Bango, Facebook Use Carrier Billing for Virtual Goods

Carrier billing is not new. It has been available since about 1983, as was made necessary by the breakup of the former monopoly AT&T into separately-owned and independent long distance and local businesses. Basically, local service providers needed a way to allow long distance carriers to bill local telephone service customers for their long distance calling. 

As a byproduct, carrier billing has been available to other third parties, and primarily has been used to support third party sales of content or virtual goods such as ringtones, songs and more recently, mobile apps or in-app products.  

Bango says it now is providing Facebook carrier billing services  in Germany, the United Kingdom and United States, and will be expanded to other countries during the remainder of 2012.

Bango now provides Facebook users the ability to easily purchase digital content without the use of premium text messaging services or credit cards. Instead, purchases appear on the mobile customer phone bills. 

Has BlackBerry Subscriber Base Gone into Decline?

A decade after Research In Motion Ltd. introduced its first smartphone, the tribe of BlackBerry users has stopped growing stopped growing. The bigger question is whether something worse than that has happened over the last quarter, namely an actual decline in the user base. 

Some would point that although it has faced huge challenges, Research in Motion has until recently been able to show sales growth, albeit at rates that do not match those of Apple iOS, Samsung or other Android devices.

In August, 2011 RIM had 70 million BlackBerry subscribers worldwide, and in June 2012 reported 78 million users globally. 

Some analysts now believe the total number of BlackBerry users is now declining, or about to start declining. This contrasts with first weekend sales of the new Apple iPhone 5 of perhaps five million units. And some analysts appear to be disappointed at that sales level, which is more than for the similar first weekend of any other version of the iPhone, but less than some had anticipated based on pre-order activity. 

iPhone 5 Sales and growth opening weekend

U.S. "Falling Behind" Rest of World in Spectrum Auctions?

One has to be skeptical at times about claims that a specific country is "falling behind" on some measure of communications intensity.

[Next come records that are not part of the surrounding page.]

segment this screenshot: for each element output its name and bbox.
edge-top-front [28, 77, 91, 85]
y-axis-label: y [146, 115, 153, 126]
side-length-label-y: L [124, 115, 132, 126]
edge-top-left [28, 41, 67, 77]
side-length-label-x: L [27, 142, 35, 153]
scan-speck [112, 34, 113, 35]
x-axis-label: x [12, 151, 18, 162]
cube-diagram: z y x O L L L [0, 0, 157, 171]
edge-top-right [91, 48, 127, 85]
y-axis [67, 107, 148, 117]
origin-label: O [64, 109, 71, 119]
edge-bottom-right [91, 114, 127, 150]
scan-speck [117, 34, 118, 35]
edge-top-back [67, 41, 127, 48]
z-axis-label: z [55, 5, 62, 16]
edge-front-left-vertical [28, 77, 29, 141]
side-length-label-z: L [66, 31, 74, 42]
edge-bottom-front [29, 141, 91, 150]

That might apply, in some ways, to claims the United States "has quickly fallen behind the world" in  auctioning off spectrum that can be used to support wireless communications.

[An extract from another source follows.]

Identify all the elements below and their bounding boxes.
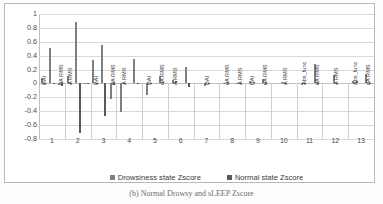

It is argued that Germany and Spain have auctioned about 50 percent more spectrum for broadband than the United States has. It is said that France has auctioned about 40 percent percent more spctrum, while Italy and Japan have auctioned 30 percent more spectrum.

"Specifically, the U.S. has auctioned about 410 MHz, Germany about 615 MHz, Spain about 600 MHz, France about 560 MHz, Italy roughly 510 MHz, Japan an estimated 500 MHz, and the United Kingdom preparing to auction about 600 MHz, Precursor principal Scott Cleland says. 

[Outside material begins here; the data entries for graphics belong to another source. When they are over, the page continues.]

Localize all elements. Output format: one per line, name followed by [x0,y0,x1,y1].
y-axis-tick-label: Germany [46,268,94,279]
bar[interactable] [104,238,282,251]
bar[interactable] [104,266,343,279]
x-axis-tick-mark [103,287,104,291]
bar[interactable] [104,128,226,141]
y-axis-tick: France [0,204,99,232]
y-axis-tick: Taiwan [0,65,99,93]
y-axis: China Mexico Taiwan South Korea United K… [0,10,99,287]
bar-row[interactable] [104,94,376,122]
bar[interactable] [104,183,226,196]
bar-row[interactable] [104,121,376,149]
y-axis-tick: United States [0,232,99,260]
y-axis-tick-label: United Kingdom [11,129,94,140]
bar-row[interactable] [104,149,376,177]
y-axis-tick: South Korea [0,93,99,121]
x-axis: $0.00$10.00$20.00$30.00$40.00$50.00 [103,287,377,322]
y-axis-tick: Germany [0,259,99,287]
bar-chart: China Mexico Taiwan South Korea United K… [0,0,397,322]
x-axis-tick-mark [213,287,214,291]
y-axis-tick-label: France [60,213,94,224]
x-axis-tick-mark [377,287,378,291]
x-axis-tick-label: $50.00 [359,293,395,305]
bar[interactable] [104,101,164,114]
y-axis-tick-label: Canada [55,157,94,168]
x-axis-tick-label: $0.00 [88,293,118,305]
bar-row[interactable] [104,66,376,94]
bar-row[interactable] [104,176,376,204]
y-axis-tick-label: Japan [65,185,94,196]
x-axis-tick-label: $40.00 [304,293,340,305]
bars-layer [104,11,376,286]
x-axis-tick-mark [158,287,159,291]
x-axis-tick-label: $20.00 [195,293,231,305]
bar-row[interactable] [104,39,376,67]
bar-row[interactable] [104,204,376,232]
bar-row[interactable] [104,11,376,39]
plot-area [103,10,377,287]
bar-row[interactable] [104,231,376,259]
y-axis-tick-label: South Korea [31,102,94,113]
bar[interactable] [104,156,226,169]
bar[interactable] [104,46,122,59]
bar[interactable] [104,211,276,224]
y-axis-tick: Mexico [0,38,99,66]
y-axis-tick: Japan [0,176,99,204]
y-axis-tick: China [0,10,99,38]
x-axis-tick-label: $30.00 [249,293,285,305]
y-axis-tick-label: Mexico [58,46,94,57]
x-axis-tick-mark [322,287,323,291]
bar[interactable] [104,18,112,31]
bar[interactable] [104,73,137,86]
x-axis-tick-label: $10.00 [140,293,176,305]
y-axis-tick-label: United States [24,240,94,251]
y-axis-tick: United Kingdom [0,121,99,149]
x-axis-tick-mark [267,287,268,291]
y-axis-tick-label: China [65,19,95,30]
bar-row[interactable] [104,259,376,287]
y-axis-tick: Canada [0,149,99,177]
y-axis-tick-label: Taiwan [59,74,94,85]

Some skeptics will argue that one would expect Cleland to take that view, as one virtually always will find Cleland taking positions that are "against" Google and "for" telcos. And there is little doubt that mobile service providers virtually always seem to be looking for more spectrum as they add more customers. 

The new reality is that each of those new customers are starting to consume network bandwidth at unprecedented rates, compared to past usage of narrowband voice and messaging apps. 

That isn't to deny that more spectrum will be needed, in most countries, as mobile broadband adoption increases. Nor are U.S. regulators unmindful of the need to clear unused former TV broadcast spectrum for mobile use. So the "auction gap," like many other past "gaps," will close over time. 

Also, what isn't immediately so obvious is what other spectrum assets already exist that can be "re-purposed," as U.S. mobile service providers are decommissioning older 2G or iDEN spectrum for new use by fourth generation networks. 

And then there is spectrum Clearwire already has deemed surplus, the potential Dish Network, LightSquared and Nextwave spectrum, for example. 

Long term, most service providers will need more physical spectrum. What isn't so clear is that there really is a spectrum auction gap that means anything terribly important at the moment.